About Me

Profile

  • Route: Rockies
  • Ride Year: 2017
  • Hometown: Katy, Texas

About: Hi everyone! I'm Katie Goodfellow and I'm a sophomore studying Biomedical Engineering here at UT. While almost all my extended family resides in England (God save the Queen), my parents decided to switch it up, and raised me, my older sister, and younger brother in Katy, Texas. Though my parents and brother hopped back across the pond to Aberdeen, Scotland after I graduated high school, my sister (a junior at UNC Chapel Hill) and I have been holding it down in the States for our newly Americanized side of the family.

I fell in love with the beautiful game of soccer as a chubby fourth grader, and played all the way through my final year of high school. Unfortunately, my love of running didn't come until my teen years, but when it finally did come, it stuck. I'm all about the outdoors, snow boarding, coffee shops, live music and any science class I've ever taken. My favorite band changes every month or so, but it's almost always some kind of indie folk group that has me wishing I hadn't quit all the instruments I set out to master as a child. For now, my limited guitar skills will have to do. After graduating from UT, I'm hoping to go to Med school to become a pediatric oncologist.

Why I Ride

“When you die that does not mean that you lose to cancer. You beat cancer by how you live, why you live and in the manner in which you live. So live, live. Fight like hell. And when you get too tired to fight, then lay down and rest and let somebody else fight for you.”

-Stuart Scott

I met Travis and Ashli at my hometown church, where they mentored me and a few of my closest friends through our last year of high school. For countless Sunday mornings, I could count on them for hilarious stories, honest opinions, and answers to my hardest questions.
Travis’s unmatched intellect and Ashli’s kindhearted warmth were the perfect complements. By the time I graduated, I had come to know them as my wisest teachers and greatest inspirations.

When Travis was diagnosed with an untreatable form of liver cancer in 2011, doctors gave him about one year to live. Against all odds, Travis was still around in 2013 to welcome his baby twins into the world, and in 2014 to see them turn 1. For four years, Travis and Ashli refused to waste a day in self-pity, and instead, by the grace of God, saw each moment as a gift to love and be loved. They clung fearlessly to a hope that their story could be a source of life-changing truth and peace, and in the chaos of disease, that’s exactly what they found.

In November of 2015, the same day I was accepted to ride for the Texas 4000 2017 team, Travis called to tell me he had been referred to hospice. Two weeks later, he passed away. When I think of Travis’s fight, I am often reminded of the Stuart Scott quote he once shared with me, stated above.

I ride for Travis, who beat cancer by how he lived, and for Ashli, who took on the fight when Travis needed rest. I ride for their sweet baby twins, Thurgood and Tallulah. I ride for their story, which changed my life, in hope that it can change others’ as well.

I ride for my strong and compassionate friend Olivia, who lost her mother to cancer at much too young of an age. I ride for my best friend Elisabeth, who remained steadfast in her positivity and strength as cancer in her family and illnesses of her own made her high school years far from ideal.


- [WHAT YOU SHOULD DO]
What you return must match the records below exactly, apart from the omitted pictures.

- [INPUT]
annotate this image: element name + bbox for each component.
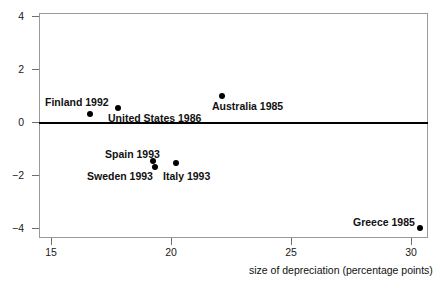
- plot-area: [39, 13, 428, 238]
- scatter-chart: 4 2 0 −2 −4 15 20 25 30 Finland 1992 Uni…: [0, 0, 440, 288]
- x-tick-mark-20: [171, 238, 172, 245]
- x-tick-mark-30: [411, 238, 412, 245]
- point-label-united-states: United States 1986: [108, 112, 201, 124]
- x-tick-mark-15: [51, 238, 52, 245]
- data-point-finland[interactable]: [87, 111, 93, 117]
- point-label-finland: Finland 1992: [45, 96, 109, 108]
- y-tick-mark-4: [32, 16, 39, 17]
- point-label-sweden: Sweden 1993: [87, 170, 153, 182]
- point-label-italy: Italy 1993: [163, 170, 210, 182]
- point-label-australia: Australia 1985: [212, 100, 283, 112]
- x-axis-title: size of depreciation (percentage points): [249, 264, 433, 276]
- y-tick-mark-minus-2: [32, 175, 39, 176]
- x-tick-label-30: 30: [396, 247, 426, 258]
- zero-reference-line: [39, 122, 428, 124]
- y-tick-label-4: 4: [0, 11, 24, 22]
- x-tick-label-25: 25: [276, 247, 306, 258]
- x-tick-label-15: 15: [36, 247, 66, 258]
- data-point-italy[interactable]: [173, 160, 179, 166]
- y-tick-label-minus-2: −2: [0, 170, 24, 181]
- x-tick-mark-25: [291, 238, 292, 245]
- x-tick-label-20: 20: [156, 247, 186, 258]
- data-point-australia[interactable]: [219, 93, 225, 99]
- y-tick-label-2: 2: [0, 64, 24, 75]
- y-tick-mark-minus-4: [32, 228, 39, 229]
- y-tick-mark-0: [32, 122, 39, 123]
- point-label-greece: Greece 1985: [353, 216, 415, 228]
- data-point-greece[interactable]: [417, 225, 423, 231]
- data-point-united-states[interactable]: [115, 105, 121, 111]
- y-tick-label-minus-4: −4: [0, 223, 24, 234]
- y-tick-label-0: 0: [0, 117, 24, 128]
- y-tick-mark-2: [32, 69, 39, 70]
- point-label-spain: Spain 1993: [105, 148, 160, 160]
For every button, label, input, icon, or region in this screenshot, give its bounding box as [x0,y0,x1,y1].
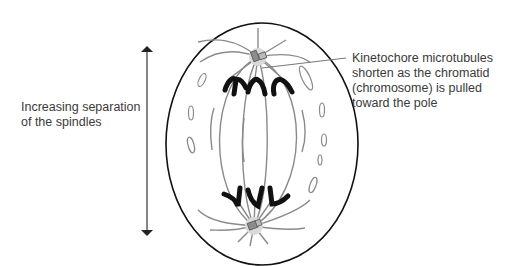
kinetochore-label-line-4: toward the pole [352,96,493,111]
kinetochore-label-line-2: shorten as the chromatid [352,66,493,81]
separation-label-line-1: Increasing separation [21,100,141,115]
separation-label: Increasing separation of the spindles [21,100,141,130]
separation-arrow [141,46,153,236]
top-centrosome [249,48,267,66]
kinetochore-label-line-3: (chromosome) is pulled [352,81,493,96]
mitosis-anaphase-diagram [0,0,514,266]
kinetochore-label-line-1: Kinetochore microtubules [352,51,493,66]
separation-label-line-2: of the spindles [21,115,141,130]
chromosomes-top [225,78,292,94]
bottom-centrosome [245,217,263,235]
kinetochore-label: Kinetochore microtubules shorten as the … [352,51,493,111]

- [REPLY]
annotate this image: element name + bbox for each component.
- plot-area: [39, 13, 428, 238]
- scatter-chart: 4 2 0 −2 −4 15 20 25 30 Finland 1992 Uni…: [0, 0, 440, 288]
- x-tick-mark-20: [171, 238, 172, 245]
- x-tick-mark-30: [411, 238, 412, 245]
- point-label-united-states: United States 1986: [108, 112, 201, 124]
- x-tick-mark-15: [51, 238, 52, 245]
- data-point-finland[interactable]: [87, 111, 93, 117]
- point-label-finland: Finland 1992: [45, 96, 109, 108]
- y-tick-mark-4: [32, 16, 39, 17]
- point-label-sweden: Sweden 1993: [87, 170, 153, 182]
- point-label-italy: Italy 1993: [163, 170, 210, 182]
- point-label-australia: Australia 1985: [212, 100, 283, 112]
- x-axis-title: size of depreciation (percentage points): [249, 264, 433, 276]
- y-tick-mark-minus-2: [32, 175, 39, 176]
- x-tick-label-30: 30: [396, 247, 426, 258]
- zero-reference-line: [39, 122, 428, 124]
- y-tick-label-4: 4: [0, 11, 24, 22]
- x-tick-label-25: 25: [276, 247, 306, 258]
- x-tick-label-15: 15: [36, 247, 66, 258]
- data-point-italy[interactable]: [173, 160, 179, 166]
- y-tick-label-minus-2: −2: [0, 170, 24, 181]
- x-tick-mark-25: [291, 238, 292, 245]
- x-tick-label-20: 20: [156, 247, 186, 258]
- data-point-australia[interactable]: [219, 93, 225, 99]
- y-tick-label-2: 2: [0, 64, 24, 75]
- y-tick-mark-minus-4: [32, 228, 39, 229]
- y-tick-mark-0: [32, 122, 39, 123]
- point-label-greece: Greece 1985: [353, 216, 415, 228]
- data-point-greece[interactable]: [417, 225, 423, 231]
- data-point-united-states[interactable]: [115, 105, 121, 111]
- y-tick-label-minus-4: −4: [0, 223, 24, 234]
- y-tick-label-0: 0: [0, 117, 24, 128]
- y-tick-mark-2: [32, 69, 39, 70]
- point-label-spain: Spain 1993: [105, 148, 160, 160]
For every button, label, input, icon, or region in this screenshot, give its bounding box as [x0,y0,x1,y1].
kinetochore-label-line-4: toward the pole [352,96,493,111]
kinetochore-label-line-2: shorten as the chromatid [352,66,493,81]
separation-label-line-1: Increasing separation [21,100,141,115]
separation-label: Increasing separation of the spindles [21,100,141,130]
separation-arrow [141,46,153,236]
top-centrosome [249,48,267,66]
kinetochore-label-line-3: (chromosome) is pulled [352,81,493,96]
mitosis-anaphase-diagram [0,0,514,266]
kinetochore-label-line-1: Kinetochore microtubules [352,51,493,66]
separation-label-line-2: of the spindles [21,115,141,130]
chromosomes-top [225,78,292,94]
bottom-centrosome [245,217,263,235]
kinetochore-label: Kinetochore microtubules shorten as the … [352,51,493,111]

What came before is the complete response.